MI MADRE
My mother was born in 1936 with white skin, light-colored eyes, and red hair. In a world shaped by caste, color, and colonial memory, she learned early that whiteness could function as protection. She clung to her appearance not simply out of vanity, but as an escape hatch, a fragile promise of safety, mobility, and privilege within a society that had long rewarded proximity to Europe and punished Indigenous presence.
But her mother, Silvana, born in 1892, carried another history in her body.
She was a Rarámuri woman from the Sierra of Chihuahua. Yet she, too, learned the dangerous cost of being seen clearly. Rather than claim her Indigenous identity openly, she insisted she was mestiza, mexicana, respectable, aligned with the Church and the world of “las madres.” Her denial was not born in emptiness. It was born in survival. In Mexico, Indigeneity was often treated as something to outgrow, something to dilute, something to hide beneath Catholicism, Spanish surnames, proper dress, or lighter children.
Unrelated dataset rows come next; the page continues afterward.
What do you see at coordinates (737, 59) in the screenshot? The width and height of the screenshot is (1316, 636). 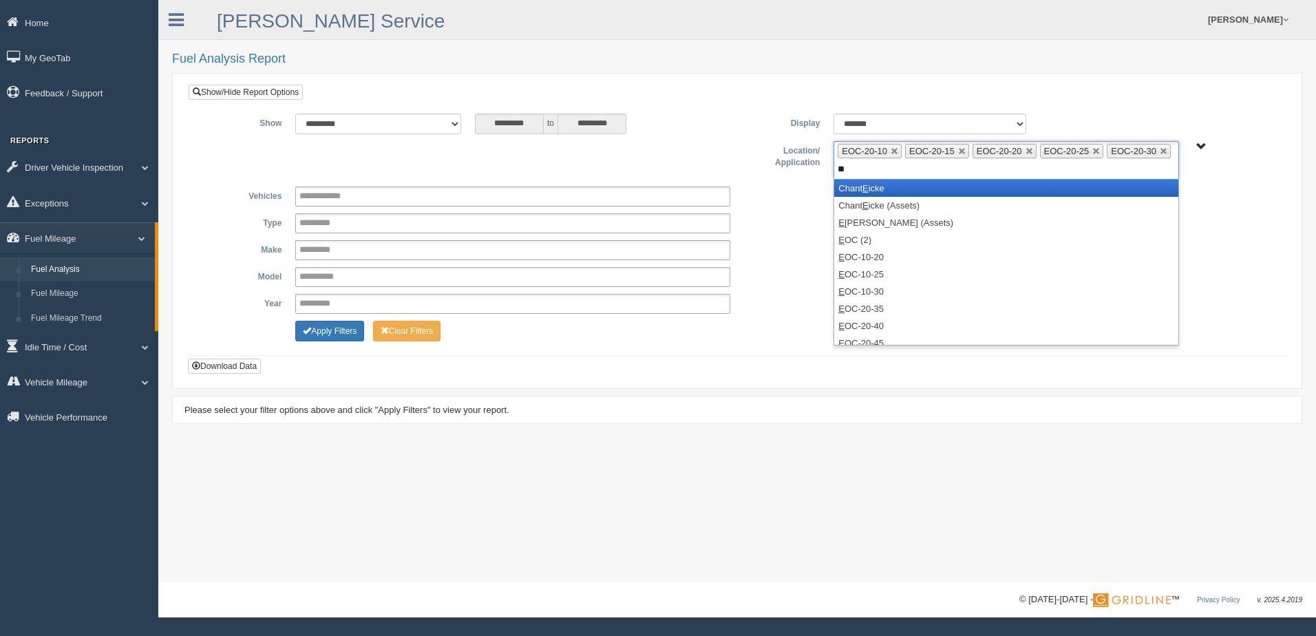 I see `h2: Fuel Analysis Report` at bounding box center [737, 59].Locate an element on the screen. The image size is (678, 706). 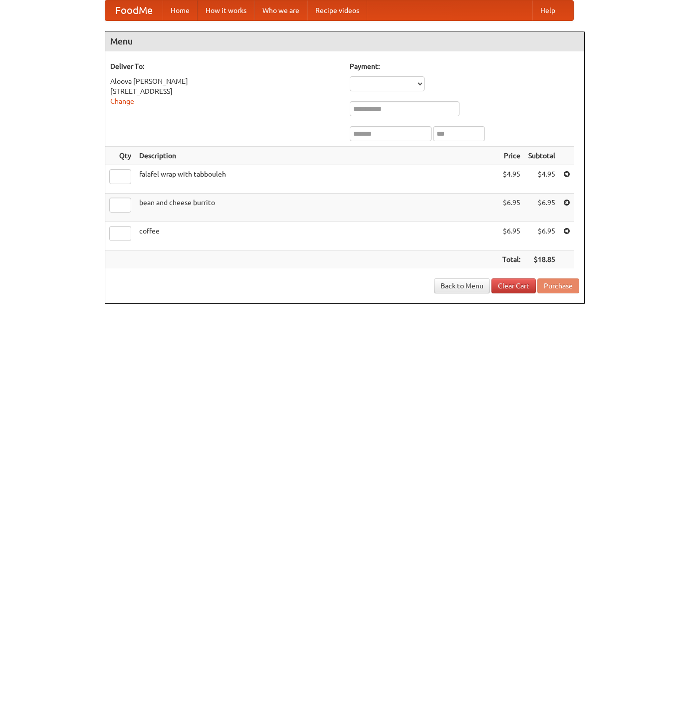
h5: Payment: is located at coordinates (465, 66).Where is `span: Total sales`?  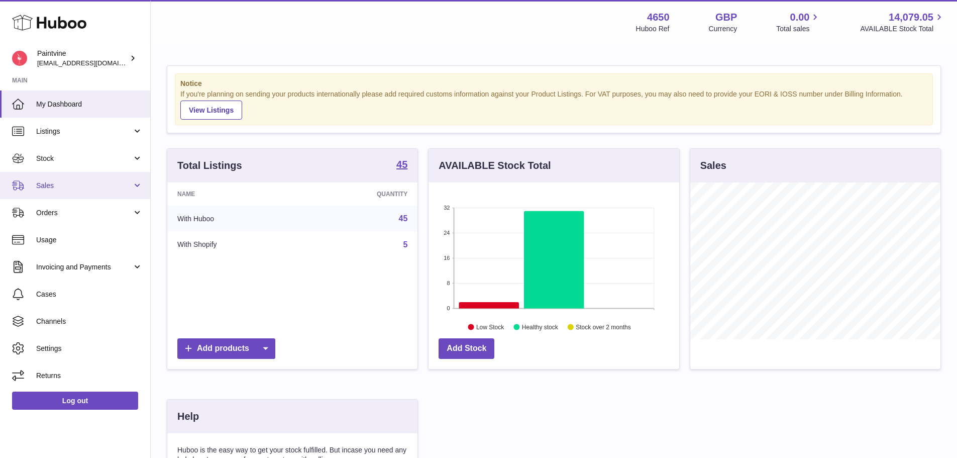
span: Total sales is located at coordinates (799, 29).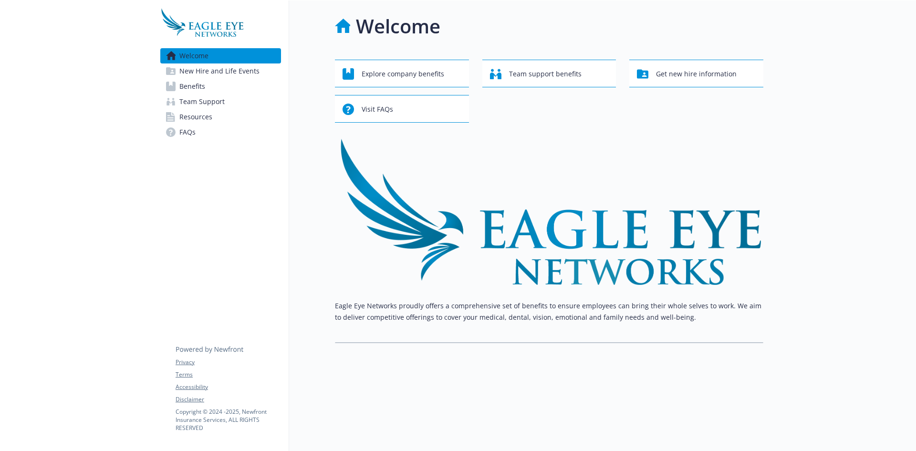  I want to click on span: Welcome, so click(194, 56).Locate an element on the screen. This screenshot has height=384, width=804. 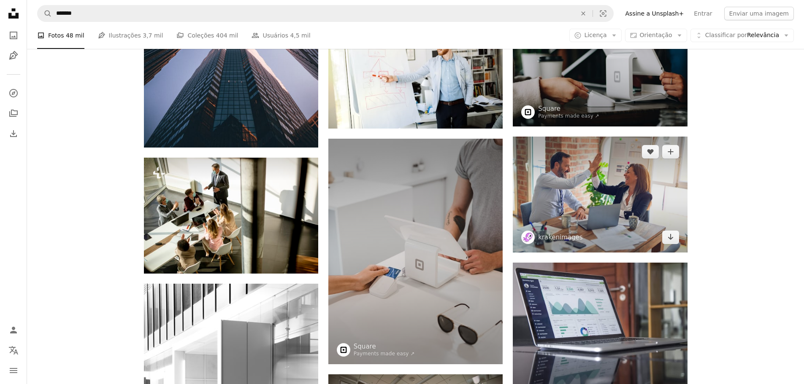
button: Idioma is located at coordinates (13, 351). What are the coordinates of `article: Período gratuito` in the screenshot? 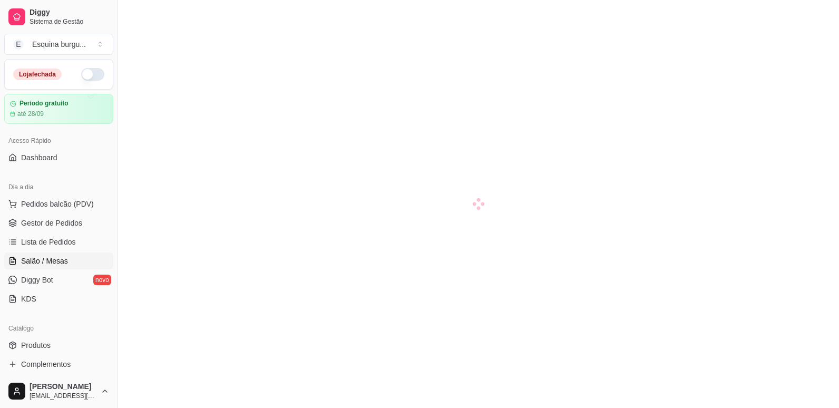 It's located at (44, 103).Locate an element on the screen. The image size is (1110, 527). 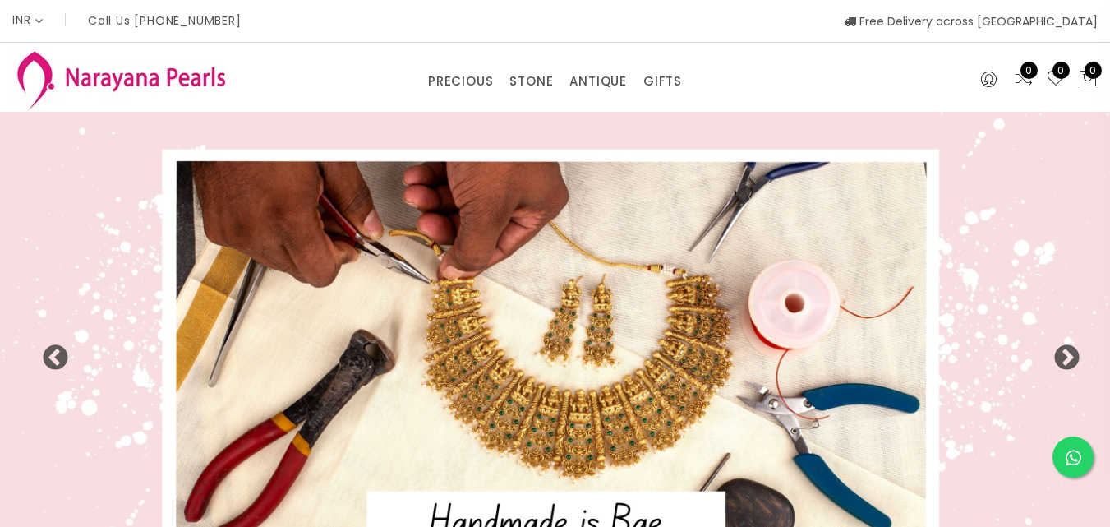
button: 0 is located at coordinates (1088, 80).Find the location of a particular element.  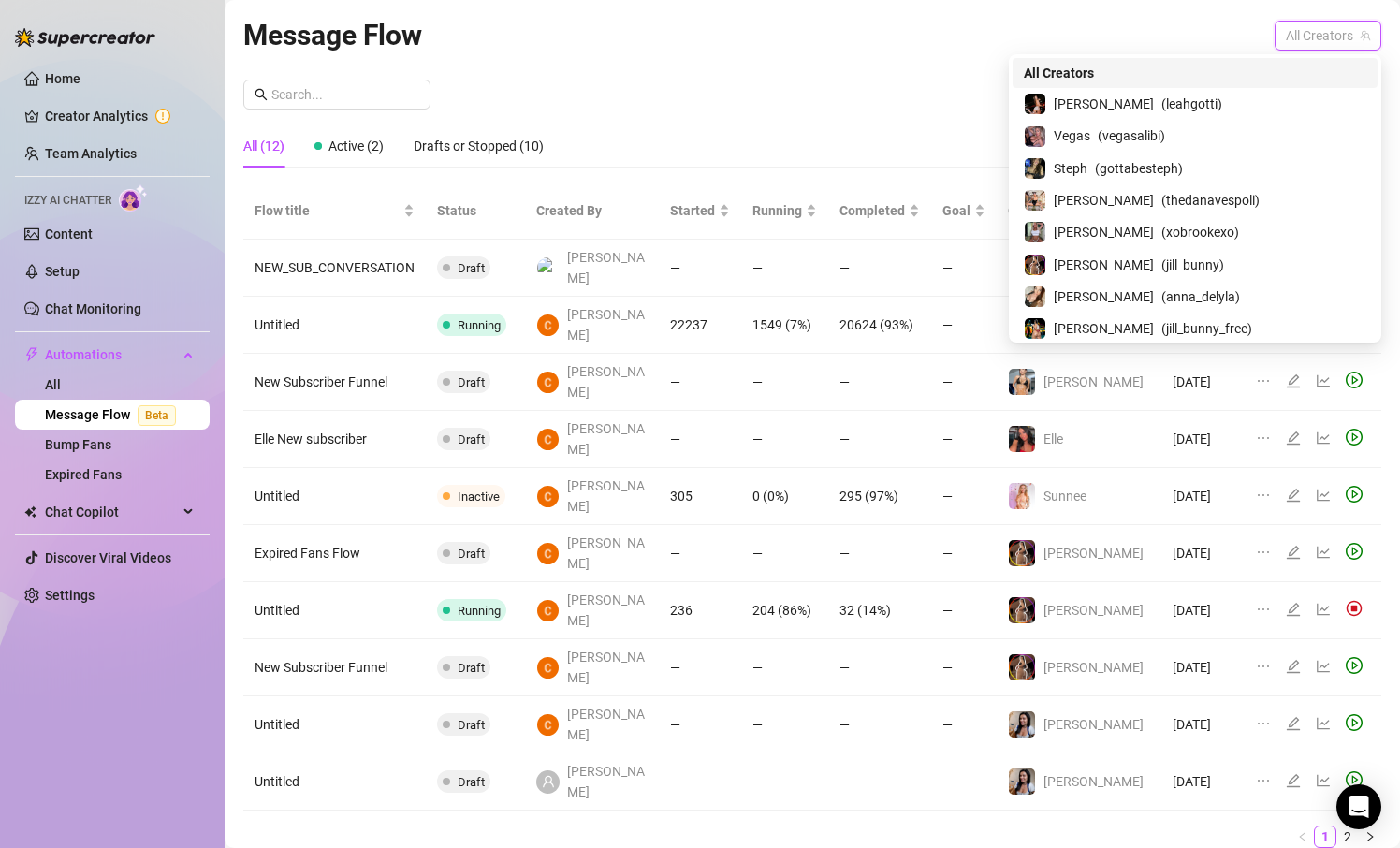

This is how colonization survives across generations. Not only through land theft or violence, but through aspiration. Through the longing to be closer to whiteness and farther from the people our ancestors once were allowed to be openly.
I am compelled but not defined by my ancestors.
Feliz dia de las Madres.
#diadelasmadres
I submitted a Platica at the Chola Conference 2026 in October. This year, it's in Tucson!!! Let's all make plans to attend.
We so need this!!
FOLLOW: @lacholaconference
Even if I don't speak, I will see you there!